> **Required work**: Print every line from the start of the data, and when you reach the line with "Task: Click on the HOME", include it and stop. Pictures are not part of the copy.

*** Opening of Working data ***

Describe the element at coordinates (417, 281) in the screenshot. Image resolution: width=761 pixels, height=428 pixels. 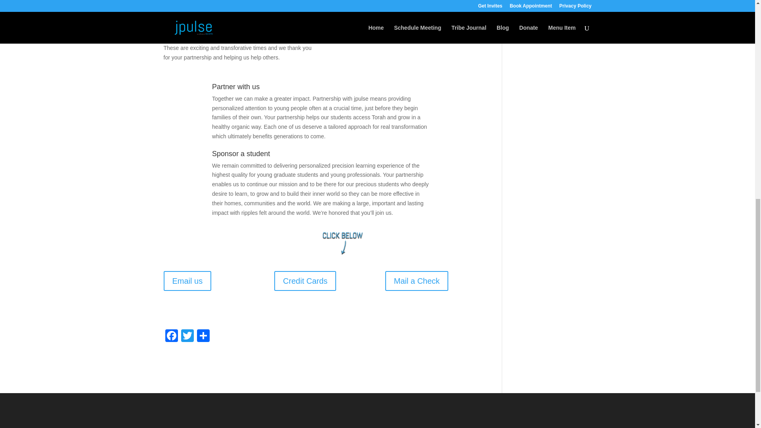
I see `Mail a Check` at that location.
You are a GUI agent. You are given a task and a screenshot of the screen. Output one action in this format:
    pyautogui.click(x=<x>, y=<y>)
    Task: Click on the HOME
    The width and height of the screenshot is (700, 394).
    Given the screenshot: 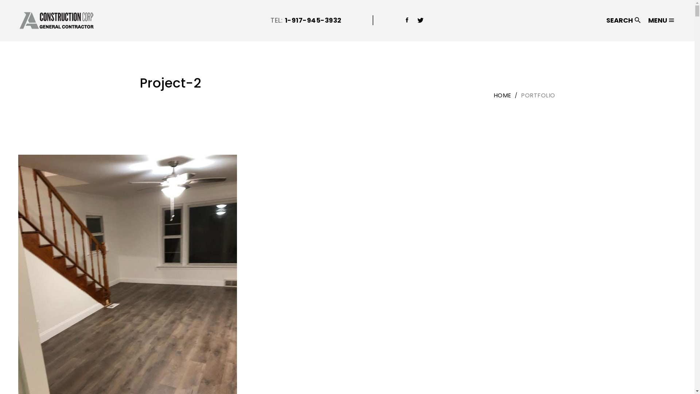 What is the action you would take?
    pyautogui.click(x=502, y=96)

*** Close of Working data ***

> **Solution for this task**:
Describe the element at coordinates (417, 281) in the screenshot. Image resolution: width=761 pixels, height=428 pixels. 
I see `Mail a Check` at that location.
You are a GUI agent. You are given a task and a screenshot of the screen. Output one action in this format:
    pyautogui.click(x=<x>, y=<y>)
    Task: Click on the HOME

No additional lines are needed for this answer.